Several thousand people may have been killed, Mayotte prefect Francois-Xavier Bieuville told told Mayotte La 1ere, a local broadcaster, on Sunday.
Separately, French interior minister Bruno Retailleau said it could “take days and days” to establish an exact death toll, as he spoke with journalists on his arrival in Mayotte where he is holding talks with the authorities.
Cyclone Chido was a category 4 storm that brought winds in excess of 136 mph to the island, according a bulletin on Météo-France, the country’s weather service. It subsequently weakened after hitting mainland Africa, the service added.Amid the wreckage, the only sounds heard on footage from scene are the calls of birds stepping over debris which litter the ground. Wooden fishing boats of various sizes have washed ashore on the beaches, and the “Karihani” inter-island ferry lies stranded, entwined with debris at an awkward angle along the shore.
Utility poles have also been ripped from the roadside, and a wire flies loose in the wind, whipping through the air and heavy rain.
Cyclones, also known as typhoons and hurricanes, are enormous heat engines of wind and rain that feed on warm ocean water and moist air.
All three are storm systems with winds exceeding 74 mph, but the name depends on where in the world the storm happens. Hurricanes happen in the North Atlantic Ocean and Northeast Pacific, typhoons occur in the South Pacific and the Indian Ocean, while cyclones take place in the northwestern Pacific Ocean, according to the U.S.’s National Ocean Service.
Cyclone season in the southwest Indian Ocean usually spans from mid-November to the end of April, according to Météo-France.
Experts have warned that climate change is worsening the atmospheric effect. A warmer atmosphere can hold more moisture, boosting the potential for warmer, wetter and more intense atmospheric river storms with greater flood risks and higher costs.
In 2023, over 1000 people died across Malawi and Mozambique after Cyclone Freddy, the strongest tropical cyclone ever recorded, barreled 5,000 miles across the Indian Ocean, where it pummeled Madagascar and Reunion before striking the African mainland.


● EXERCISE:
All entries must be extracted exactly, with nothing added or dropped.

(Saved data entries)
□ □ □

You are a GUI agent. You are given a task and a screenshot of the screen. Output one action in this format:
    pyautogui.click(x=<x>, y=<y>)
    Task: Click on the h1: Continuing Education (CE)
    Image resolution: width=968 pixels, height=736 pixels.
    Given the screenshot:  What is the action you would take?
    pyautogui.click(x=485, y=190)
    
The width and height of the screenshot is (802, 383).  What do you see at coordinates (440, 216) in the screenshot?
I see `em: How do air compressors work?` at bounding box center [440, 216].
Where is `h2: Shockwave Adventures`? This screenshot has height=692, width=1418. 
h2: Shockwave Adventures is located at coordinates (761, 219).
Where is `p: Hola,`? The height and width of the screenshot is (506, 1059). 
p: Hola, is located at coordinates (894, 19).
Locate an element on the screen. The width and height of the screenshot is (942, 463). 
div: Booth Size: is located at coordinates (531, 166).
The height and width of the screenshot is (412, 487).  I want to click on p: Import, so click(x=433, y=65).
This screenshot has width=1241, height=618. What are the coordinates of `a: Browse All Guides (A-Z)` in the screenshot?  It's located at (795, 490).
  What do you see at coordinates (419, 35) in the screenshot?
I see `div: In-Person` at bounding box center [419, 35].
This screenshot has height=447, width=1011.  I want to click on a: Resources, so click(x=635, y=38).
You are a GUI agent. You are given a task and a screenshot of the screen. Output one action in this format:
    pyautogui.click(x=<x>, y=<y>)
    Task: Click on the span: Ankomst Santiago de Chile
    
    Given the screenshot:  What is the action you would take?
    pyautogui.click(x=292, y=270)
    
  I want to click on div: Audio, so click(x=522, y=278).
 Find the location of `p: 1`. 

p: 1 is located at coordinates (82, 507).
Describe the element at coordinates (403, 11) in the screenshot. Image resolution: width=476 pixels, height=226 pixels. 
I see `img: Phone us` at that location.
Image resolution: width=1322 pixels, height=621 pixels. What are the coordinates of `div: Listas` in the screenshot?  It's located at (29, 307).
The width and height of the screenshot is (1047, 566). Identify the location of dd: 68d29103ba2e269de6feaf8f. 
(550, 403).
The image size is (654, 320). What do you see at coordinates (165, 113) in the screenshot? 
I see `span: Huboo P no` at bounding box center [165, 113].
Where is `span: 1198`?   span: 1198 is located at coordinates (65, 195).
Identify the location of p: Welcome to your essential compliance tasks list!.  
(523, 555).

□ □ □

● WRITTEN ANSWER:
You are a GUI agent. You are given a task and a screenshot of the screen. Output one action in this format:
    pyautogui.click(x=<x>, y=<y>)
    Task: Click on the h1: Continuing Education (CE)
    Image resolution: width=968 pixels, height=736 pixels.
    Given the screenshot:  What is the action you would take?
    pyautogui.click(x=485, y=190)
    
The width and height of the screenshot is (802, 383).  What do you see at coordinates (440, 216) in the screenshot?
I see `em: How do air compressors work?` at bounding box center [440, 216].
Where is `h2: Shockwave Adventures`? This screenshot has height=692, width=1418. 
h2: Shockwave Adventures is located at coordinates (761, 219).
Where is `p: Hola,`? The height and width of the screenshot is (506, 1059). 
p: Hola, is located at coordinates (894, 19).
Locate an element on the screen. The width and height of the screenshot is (942, 463). 
div: Booth Size: is located at coordinates (531, 166).
The height and width of the screenshot is (412, 487).  I want to click on p: Import, so click(x=433, y=65).
This screenshot has width=1241, height=618. What are the coordinates of `a: Browse All Guides (A-Z)` in the screenshot?  It's located at (795, 490).
  What do you see at coordinates (419, 35) in the screenshot?
I see `div: In-Person` at bounding box center [419, 35].
This screenshot has height=447, width=1011.  I want to click on a: Resources, so click(x=635, y=38).
You are a GUI agent. You are given a task and a screenshot of the screen. Output one action in this format:
    pyautogui.click(x=<x>, y=<y>)
    Task: Click on the span: Ankomst Santiago de Chile
    
    Given the screenshot:  What is the action you would take?
    pyautogui.click(x=292, y=270)
    
  I want to click on div: Audio, so click(x=522, y=278).
 Find the location of `p: 1`. 

p: 1 is located at coordinates (82, 507).
Describe the element at coordinates (403, 11) in the screenshot. Image resolution: width=476 pixels, height=226 pixels. 
I see `img: Phone us` at that location.
Image resolution: width=1322 pixels, height=621 pixels. What are the coordinates of `div: Listas` in the screenshot?  It's located at (29, 307).
The width and height of the screenshot is (1047, 566). Identify the location of dd: 68d29103ba2e269de6feaf8f. 
(550, 403).
The image size is (654, 320). What do you see at coordinates (165, 113) in the screenshot? 
I see `span: Huboo P no` at bounding box center [165, 113].
Where is `span: 1198`?   span: 1198 is located at coordinates (65, 195).
Identify the location of p: Welcome to your essential compliance tasks list!.  
(523, 555).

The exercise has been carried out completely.